• Festivals

Monte-Carlo TV Festival 2022 – Closing Ceremony

With as much pomp and circumstance as befits a film festival whose Honorary President is His Serene Highness Prince Albert II, the red-carpet event at the Salle des Princes in the Grimaldi Forum to hand out the closing night Golden Nymph awards was packed with stars and surprises. Although there was a wide selection of winners from Spain, Germany, France, Syria and Faroe Islands, it was the U.K. BBC/HBO Max limited series The Tourist which was the big winner, taking home the top three fiction TV honors.

 

The glamorous 61st Monte-Carlo Television Festival was hosted by Miss France 2021, Amandine Petit, and magician, comedian and author Eric Antoine, who sprinkled magic tricks throughout the long ceremony, including a prank in which he took a U.S. $20 bill from actress Jane Seymour and downgraded it into a €5 note after ripping up the original.

The winners were selected from 21 nominated programs from 12 countries across the Fiction and News & Documentaries categories as well as the Prince Rainier III Special Prize, which was given to the French environmental documentary Les éclaireurs de l’eau (The Water Scouts).

The television industry was out in full force on the sunny French Riviera after a small event last year limited to the handful of European entrants who had not been discouraged by the threat of Covid. Spread over five days, the 2022 festival was attended by 170 VIPs, hosted 25 public events, including six world premieres and four French premieres and also generated an estimated 1,500 interviews carried out by the national and international press from 25 countries from Ireland to Estonia. Stars representing some of the entrants included Matthew Fox, Joanne Froggatt, Camryn Manheim, Taylor Kinney and Taylor Kitsch.

Many well-known former jury members were also back and took part in presenting awards at the black tie final ceremony that featured the juries of the two categories to reward the Best in Fiction series/Film and in Documentary.

That line-up included Eric Close (Without a Trace, Nashville), Danny Glover (Lethal Weapon), Ron Perlman (Hellboy), Jason Priestley (Beverly Hills 90210), Jane Seymour (Dr. Quinn, Medicine Woman), Ricky Whittle (American Gods) and Emmy Award-winning screenwriter Michael Hirst (The Tudors, Vikings). 

“To celebrate the new decade, we decided to honor the former jury presidents from the last ten years,” festival CEO Laurent Puons explained. “They had the opportunity to meet with fans and speak with the press about their emblematic careers and also their future projects.”

The German film Martha Liebermann won awards for Best Film and Best Actress for Thekla Carola Weid as the German-Jewish woman in Nazi Berlin standing up for her values while risking her life. The Faroese series Trom, received the Best Actor award for Ulrich Thomssen and the Special Jury Prize.

But it was the U.K. limited series The Tourist – written by English brothers Harry and Jack Williams and shot in the Australian outback with Irish actor Jamie Dornan and Australian actress Danielle Macdonald – that took home Best Series, Best Creation and the newly introduced BetaSeries Public Prize. The quirky hit thriller beat out competing shows for top prizes including Paramount+ Godfather series The Offer, MGM series Last Light, starring Matthew Fox and Joanne Froggatt, and Amazon Prime thriller The Terminal List, starring Chris Pratt.

Present to accept the awards were co-writer Harry Williams, Australian star Danielle Macdonald and British co-star Catriona Renton. “Sorry you must be sick of us by now,” Renton said with a grin when the trio returned to the stage for the third time.

The best news program award went to the U.K.’s Navalny – The Man Putin Couldn’t Kill, and best documentary went to Spain’s Erasmus in Gaza, while the French/Syrian co-production Syrie, Des Femmes Dans La Guerre (Syria, Intimate Stories of an Endless War) was awarded the jury Special Prize in the News and Documentaries section.

Laurent Puons added, “As our Festival is now the leading one of its kind in Europe so our competition continues to grow in stature. This year the level of the Official Selection was exceptionally high with numerous worldwide premieres. I know that both sets of juries found it really challenging to make their final selections.”

H.S.H. Prince Albert II, the son of former movie star Princess Grace (who died in a car accident in September, 1982), was arguably the biggest celebrity of the occasion and was seen at one point posing for a selfie with Jane Seymour. He released a statement, commenting, “I would like to thank the jury members, the talented actors, creatives, and executives from around the world who have contributed to the success of this 61st edition of the Monte-Carlo Television Festival. Excellence has defined the quality and the creativity of the global content showcased within the competition and sincere congratulations are sent to the winners of the Golden Nymph Awards and Special Prizes as the Official Selection was full of exceptional nominees.”

 

The Golden Nymph statuette is a replica of the Nymph Salmacis, created by the Monégasque artist François-Joseph Bosio, who was chief court sculptor to Louis XVIII. The original can still be seen at the Louvre in Paris.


• Task description
A verbatim copy of every record is required, and no pictures should be included.

(Items from a data source)
--

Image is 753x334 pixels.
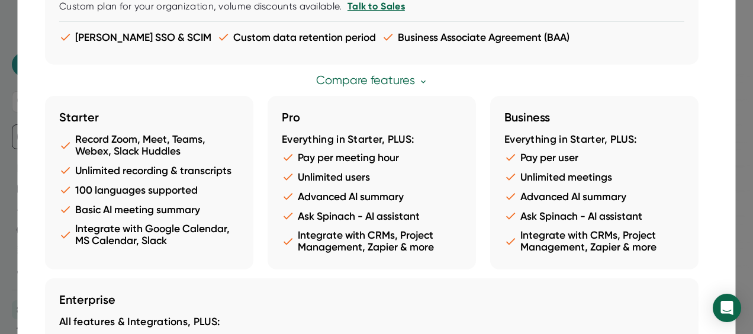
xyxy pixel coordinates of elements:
div: Everything in Starter, PLUS: [504,133,684,146]
div: Everything in Starter, PLUS: [282,133,462,146]
li: Unlimited users [282,170,462,183]
h3: Pro [282,110,462,124]
li: Advanced AI summary [504,190,684,202]
li: Pay per user [504,151,684,163]
li: Pay per meeting hour [282,151,462,163]
li: Business Associate Agreement (BAA) [382,31,569,43]
h3: Business [504,110,684,124]
li: Advanced AI summary [282,190,462,202]
h3: Starter [59,110,239,124]
li: Integrate with CRMs, Project Management, Zapier & more [504,229,684,253]
li: Integrate with Google Calendar, MS Calendar, Slack [59,223,239,246]
a: Compare features [315,73,427,87]
a: Talk to Sales [347,1,404,12]
li: Basic AI meeting summary [59,203,239,215]
li: Integrate with CRMs, Project Management, Zapier & more [282,229,462,253]
li: Unlimited meetings [504,170,684,183]
li: Custom data retention period [217,31,376,43]
li: Record Zoom, Meet, Teams, Webex, Slack Huddles [59,133,239,157]
li: 100 languages supported [59,183,239,196]
li: Unlimited recording & transcripts [59,164,239,176]
li: [PERSON_NAME] SSO & SCIM [59,31,211,43]
div: All features & Integrations, PLUS: [59,315,684,328]
div: Open Intercom Messenger [713,294,741,322]
li: Ask Spinach - AI assistant [504,210,684,222]
h3: Enterprise [59,292,684,307]
li: Ask Spinach - AI assistant [282,210,462,222]
div: Custom plan for your organization, volume discounts available. [59,1,684,12]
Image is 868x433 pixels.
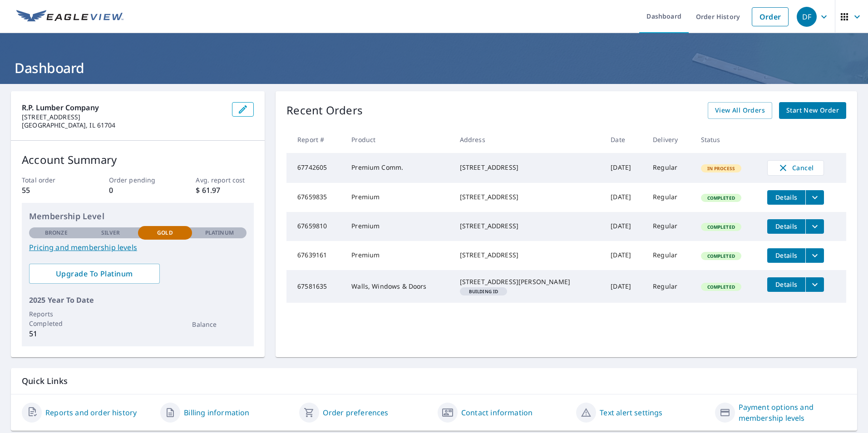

--

• Answer space
Image is 753x334 pixels.
xyxy pixel coordinates of elements:
div: Everything in Starter, PLUS: [504,133,684,146]
div: Everything in Starter, PLUS: [282,133,462,146]
li: Unlimited users [282,170,462,183]
h3: Pro [282,110,462,124]
li: Advanced AI summary [504,190,684,202]
li: Pay per user [504,151,684,163]
li: Pay per meeting hour [282,151,462,163]
li: Business Associate Agreement (BAA) [382,31,569,43]
h3: Business [504,110,684,124]
li: Advanced AI summary [282,190,462,202]
h3: Starter [59,110,239,124]
li: Integrate with CRMs, Project Management, Zapier & more [504,229,684,253]
li: Integrate with Google Calendar, MS Calendar, Slack [59,223,239,246]
a: Compare features [315,73,427,87]
a: Talk to Sales [347,1,404,12]
li: Basic AI meeting summary [59,203,239,215]
li: Integrate with CRMs, Project Management, Zapier & more [282,229,462,253]
li: Unlimited meetings [504,170,684,183]
li: Custom data retention period [217,31,376,43]
li: Record Zoom, Meet, Teams, Webex, Slack Huddles [59,133,239,157]
li: 100 languages supported [59,183,239,196]
li: Unlimited recording & transcripts [59,164,239,176]
li: [PERSON_NAME] SSO & SCIM [59,31,211,43]
div: All features & Integrations, PLUS: [59,315,684,328]
div: Open Intercom Messenger [713,294,741,322]
li: Ask Spinach - AI assistant [504,210,684,222]
h3: Enterprise [59,292,684,307]
li: Ask Spinach - AI assistant [282,210,462,222]
div: Custom plan for your organization, volume discounts available. [59,1,684,12]
Image is 868x433 pixels.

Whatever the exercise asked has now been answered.